Ukraine government officials are in Washington, D.C. and Brussels this week, demanding the OK for unrestricted use of U.S. and Western weapons inside Russia—the stamp-of-approval on a NATO invasion. This is a direct, blatant challenge to the 2020 Russian stated doctrine: Russia will use nuclear weapons, only “when the very existence of the state is under threat.” Russian Foreign Minister Sergey Lavrov today held a press conference in Moscow, drawing out the implications of this exact point.
The Ukraine diplomatic junkets to promote warfare inside Russia are all set. Coming to Washington this week are two top advisors to President Zelenskyy, Andriy Yermak and Defense Minister Rustem Umerov. Going to Brussels Aug. 29 will be Ukraine Foreign Minister Dmytro Kuleba. Foreign ministers of all 27 member states of the European Union are expected at the foreign affairs meeting, plus invited nations, including Türkiye. The scheduled topic is air defense, but the EU’s High Representative for Foreign Affairs and Security Policy Josep Borrell is already addressing the need to lift restrictions on what Ukraine may do inside Russia. In an X message Aug. 26, he said that lifting such restrictions on Russian targets “would strengthen Ukrainian self-defense….”
Foreign Minister Lavrov spoke sternly in Moscow today. The Reuters headline was on the mark, for a change: “Russia Warns the United States of the Risks of World War Three.” Lavrov said that the Western leaders are “playing with fire, and they are like small children playing with matches—a very dangerous thing for grown-up uncles and aunts who are entrusted with nuclear weapons in one or another Western country.”

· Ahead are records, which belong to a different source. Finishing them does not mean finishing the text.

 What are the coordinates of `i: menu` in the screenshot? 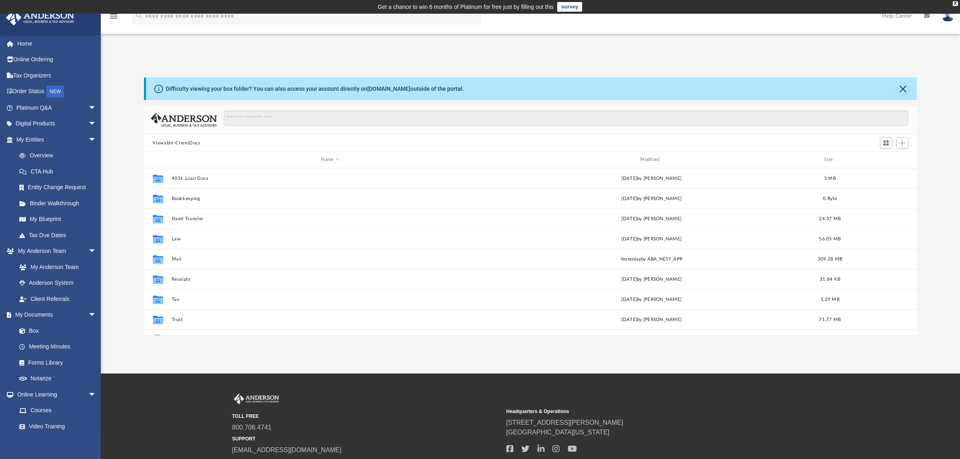 It's located at (114, 16).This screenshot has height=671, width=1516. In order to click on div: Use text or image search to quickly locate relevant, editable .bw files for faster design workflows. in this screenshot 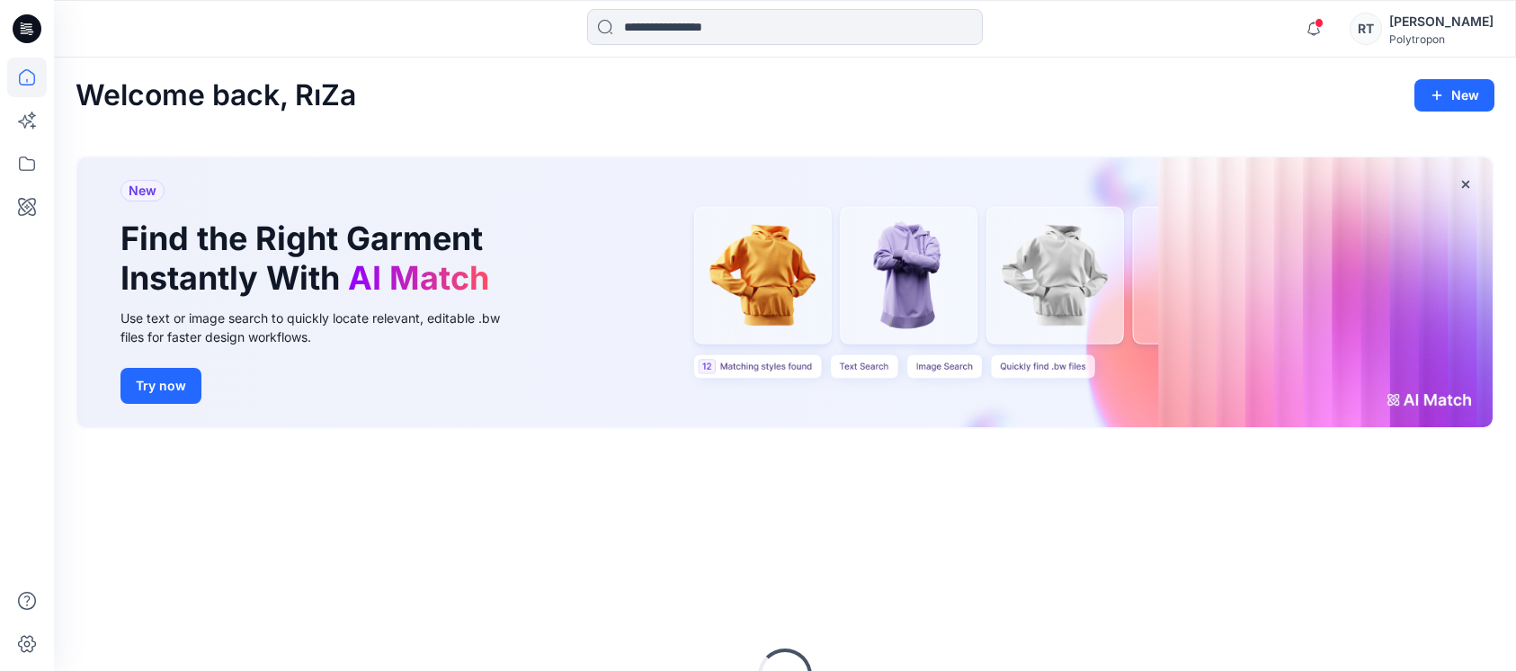, I will do `click(323, 327)`.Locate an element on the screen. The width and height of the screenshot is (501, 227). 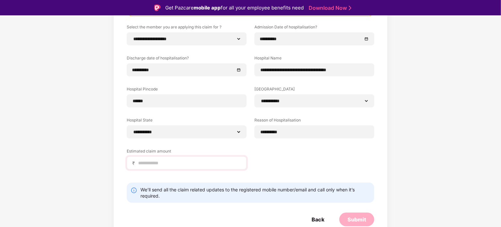
label: Select the member you are applying this claim for ? is located at coordinates (187, 28).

It is for us all the world over to sound the alarm. However, we are called upon to fight at the same time for the fundamental right to do that, and to put forward a course of safety for our nations and world.
In this situation of escalating danger, the right of citizens everywhere to exercise not only free speech, religious practice, and human freedom, but also to have the right to obtain information, seek the truth, and to think, is all-important. These rights are under escalating attack.
In the United States an important dialogue on these matters occurred last evening, at the weekly national meeting (online) hosted by New York independent LaRouche candidates Diane Sare (U.S. Senate) and Jose Vega (15th CD in the Bronx). Independent candidate for U.S. Congress in Ohio (7 CD) Dennis Kucinich spoke. Former Cleveland Mayor, Kucinich served in Congress, and was twice a presidential candidate. Other candidates, and campaign supporters participated from many states, including Ben Wesley, running for office in Connecticut, with the endorsement of the Independence Party there.
Scott Ritter, the former UN weapons inspector who is campaigning at-large to make stopping nuclear war the central issue of the U.S. elections, participated as well. Ritter is on the front lines for defending Constitutional rights and responsibilities in the U.S. In recent weeks, the FBI and federal authorities have seized his passport, raided his home, and seized documents.
Ritter said, “I am being investigated for supposed criminal conduct, because I am trying to stop a nuclear war! Because I dare challenge the gospel of the nuclear industry, the war party, that says that not only do we need nuclear weapons, but we must change our nuclear employment doctrine to make it easier to use those nuclear weapons! Thus, the fight to prevent nuclear war is inseparable from the fight to defend free speech.”
The International Peace Coalition, founded 65 weeks ago by Schiller Institute leader Helga Zepp-LaRouche, is the platform for supporting and spreading this fighting spirit of responsibility for humanity everywhere, to stop the war drive, end the centuries of empire, and bring into being a new paradigm of peace and development.
A preview of what the world can be in such a new era, provided we defeat the NATO World War III threat, is available in the deliberations planned for next week at two international conferences: The annual Eastern Economic Forum (EEF) will be in Vladivostok, Russia, Sept. 3-6, on the theme: “Far East 2030—Combining Strengths To Create New Potential.” The Forum on China-Africa Cooperation (FOCAC) take place in Beijing, Sept. 4-6, on the theme: “Joining Hands To Advance Modernization and Build a High-Level China-Africa Community with a Shared Future.”
Representatives from most of the world’s nations, accounting for most of the world’s population, will participate. The topics range from the new integrated steel mill complex in Zimbabwe, to cargo handling in the Arctic, to how to have youth orchestras everywhere.
Today Russian President Putin issued his statement of greetings to the EEF conference. He spoke of the “new opportunities for productive cooperation” that are being created within the framework of such multilateral structures as the Eurasian Economic Union, the Shanghai Cooperation Organization, and the BRICS. “I would like to take this opportunity to reiterate that Russia is open to dialogue with all interested partners in the Asia-Pacific region and is determined to actively interact with others to build a fairer, more democratic system of international relations based on genuine equality.”